There are a few folks like Todd Wood that have been identified as “honest creationists” with the most famous perhaps being Richard Dawkins’ quotes about Kurt Wise:
try as I might, and even with the benefit of intact margins throughout the pages of Scripture, I found it impossible to pick up the Bible without it being rent in two. I had to make a decision between evolution and Scripture. Either the Scripture was true and evolution was wrong or evolution was true and I must toss out the Bible. . . . It was there that night that I accepted the Word of God and rejected all that would ever counter it, including evolution. With that, in great sorrow, I tossed into the fire all my dreams and hopes in science… Although there are scientific reasons for accepting a young earth, I am a young-age creationist because that is my understanding of the Scripture. As I shared with my professors years ago when I was in college, if all the evidence in the universe turns against creationism, I would be the first to admit it, but I would still be a creationist because that is what the Word of God seems to indicate. Here I must stand.

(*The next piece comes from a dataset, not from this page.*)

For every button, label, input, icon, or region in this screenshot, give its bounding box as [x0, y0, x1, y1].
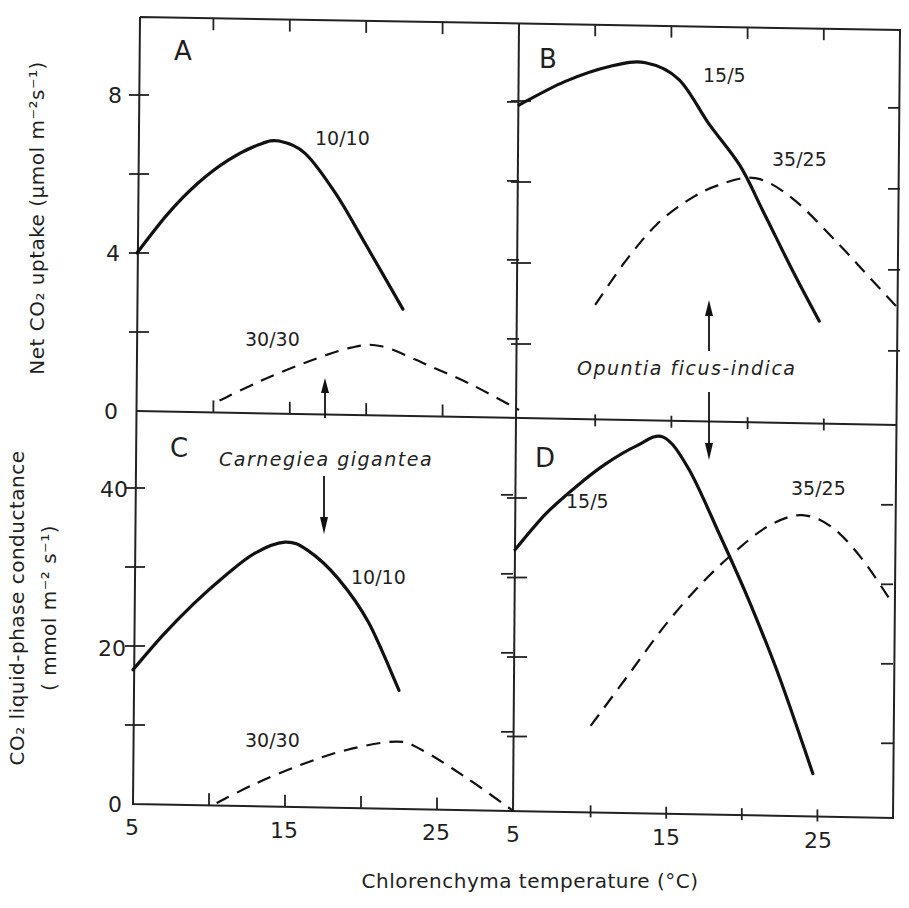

There are also admission as captured by this BioLogos article:
Given the present state of the evidence, they (Paul Nelson and John Mark Reynolds) “admit that as recent creationists we are defending a very natural biblical account, at the cost of abandoning a very plausible scientific picture of an ‘old’ cosmos. But, over the long term, this is not a tenable position.” Thus, they call on their fellow YECs to “develop better scientific accounts” in order “to remain [a] viable” view.[3] Unfortunately, I see no evidence that this is happening.
I don’t think it is possible to make a tenable YEC cosmology for example without accepting that God made the universe to look old and when we measure and calculate its age, it just so happens to give us 13.8 billion years or so.